A striking curiosity about Paul Cézanne’s art market is that one version of The Card Players was sold in a private sale around 2011 for an estimated $250 million, making it one of the most expensive paintings ever sold. The buyer was widely reported to be the royal family of Qatar, who were building one of the world’s most ambitious national art collections.
Biography
Paul Cézanne is widely regarded as one of the most influential figures in the transition from 19th-century Impressionism to 20th-century modern art.
He was a French Post-Impressionist painter whose work introduced new modes of representation, influenced avant-garde artistic movements of the early 20th century and formed the bridge between late 19th-century Impressionism and early 20th-century Cubism.
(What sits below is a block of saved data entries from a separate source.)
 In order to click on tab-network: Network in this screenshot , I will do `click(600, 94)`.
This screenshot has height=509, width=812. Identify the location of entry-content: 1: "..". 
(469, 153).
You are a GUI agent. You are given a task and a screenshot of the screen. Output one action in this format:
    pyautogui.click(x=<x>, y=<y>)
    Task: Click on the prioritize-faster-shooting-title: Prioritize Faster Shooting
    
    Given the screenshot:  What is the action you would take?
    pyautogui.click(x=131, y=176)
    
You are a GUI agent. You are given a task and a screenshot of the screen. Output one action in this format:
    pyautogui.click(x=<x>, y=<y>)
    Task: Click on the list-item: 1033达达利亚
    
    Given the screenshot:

Although he exhibited with the Impressionists, Cézanne sought something more lasting than fleeting light effects, famously aiming to “make of Impressionism something solid and durable like the art of the museums.”
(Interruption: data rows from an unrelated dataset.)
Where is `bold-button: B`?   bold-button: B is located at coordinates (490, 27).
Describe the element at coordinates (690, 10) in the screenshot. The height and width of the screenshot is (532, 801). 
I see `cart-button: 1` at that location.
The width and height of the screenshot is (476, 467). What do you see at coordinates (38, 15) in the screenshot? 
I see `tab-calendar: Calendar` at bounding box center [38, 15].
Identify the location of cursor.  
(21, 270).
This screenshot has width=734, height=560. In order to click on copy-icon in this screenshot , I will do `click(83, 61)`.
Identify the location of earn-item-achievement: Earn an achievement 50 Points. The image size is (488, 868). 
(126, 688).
His work focused on structure, form, and geometry, reducing nature to cylinders, spheres, and cones, which radically changed how artists understood pictorial space.
Cézanne’s innovative use of broken brushstrokes and shifting perspectives challenged traditional linear perspective and gave paintings a sense of internal tension and balance.
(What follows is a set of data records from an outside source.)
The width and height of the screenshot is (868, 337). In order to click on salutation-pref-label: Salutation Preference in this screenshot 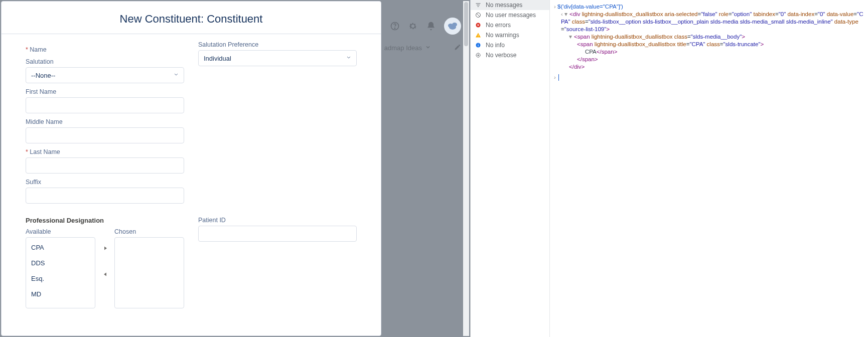, I will do `click(277, 45)`.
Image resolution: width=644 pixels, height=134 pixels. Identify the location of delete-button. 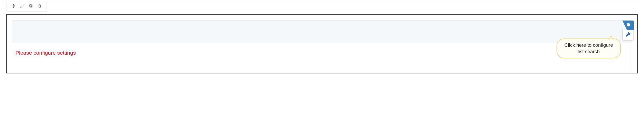
(40, 6).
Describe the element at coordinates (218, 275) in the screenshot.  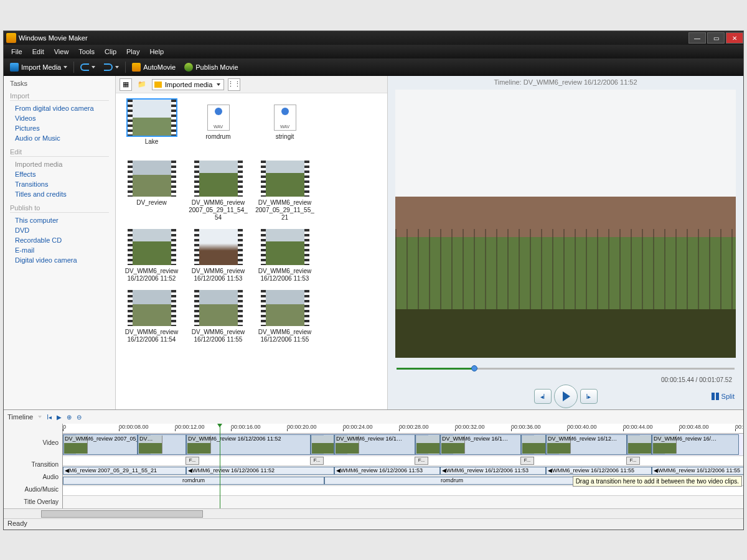
I see `item-label: DV_WMM6_review 16/12/2006 11:53` at that location.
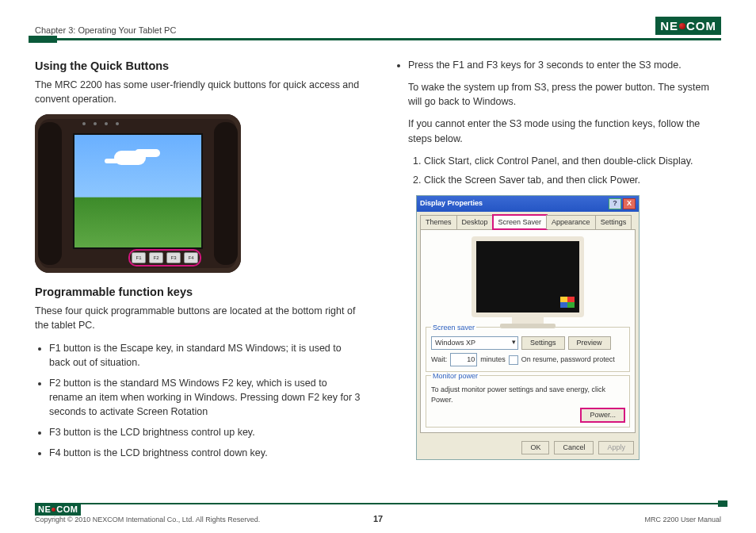  What do you see at coordinates (528, 328) in the screenshot?
I see `display-properties-dialog: Display Properties ? X Themes Desktop Sc…` at bounding box center [528, 328].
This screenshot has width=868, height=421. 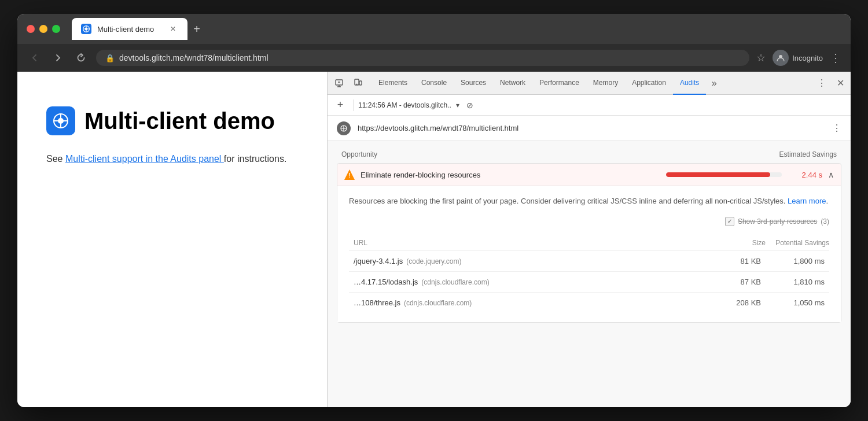 I want to click on resource-row-0: /jquery-3.4.1.js (code.jquery.com) 81 KB…, so click(x=589, y=261).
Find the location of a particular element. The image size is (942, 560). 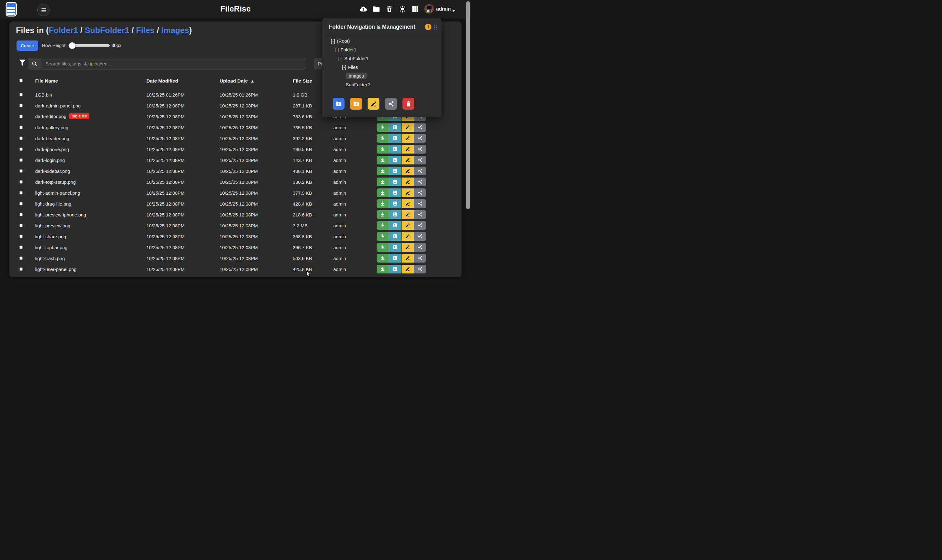

grid-view-icon is located at coordinates (415, 9).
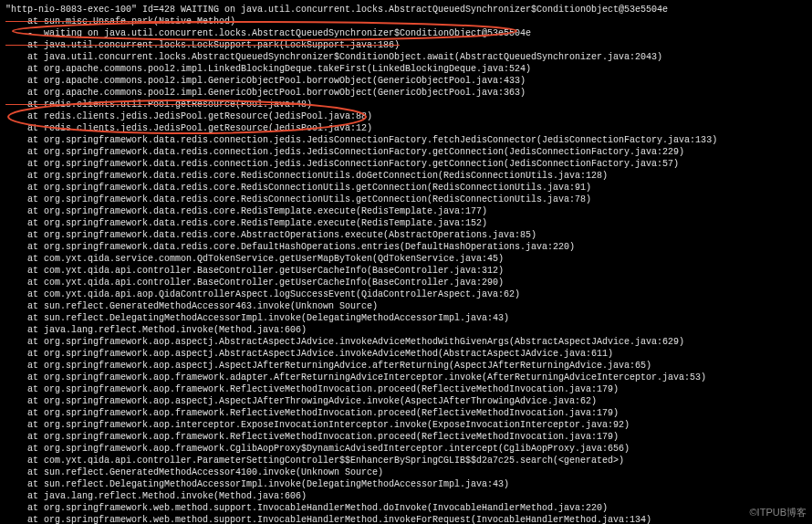 This screenshot has height=524, width=812. I want to click on stack-line: at com.yxt.qida.api.controller.Parameter…, so click(406, 460).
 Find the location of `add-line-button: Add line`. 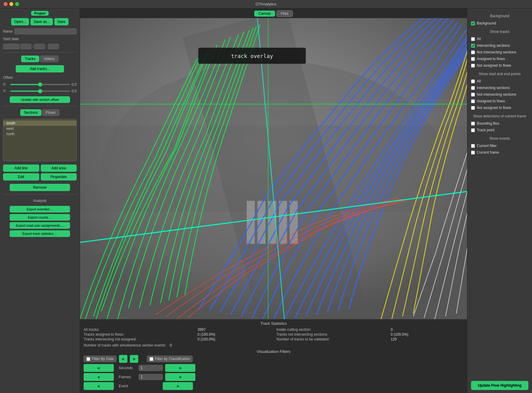

add-line-button: Add line is located at coordinates (21, 168).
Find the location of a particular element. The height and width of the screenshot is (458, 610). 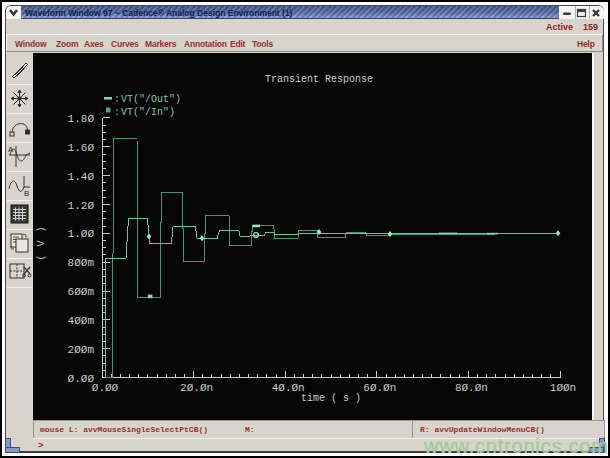

svg-text: ( V ) is located at coordinates (42, 242).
He played a crucial role in redefining still life, landscape, and portrait painting, turning everyday subjects into profound studies of form and perception.
His repeated studies of Mont Sainte-Victoire became a laboratory for exploring how color and form construct space.
Artists such as Pablo Picasso and Georges Braque openly acknowledged Cézanne as a foundational influence on the development of Cubism.
Beyond Cubism, his impact extends to Fauvism, Abstract art, and much of modern painting.
Initially misunderstood and criticized, Cézanne gained recognition late in life, especially after a major retrospective in 1907.
Today, he is considered the “father of modern art,” whose work permanently transformed the way artists see and represent the world.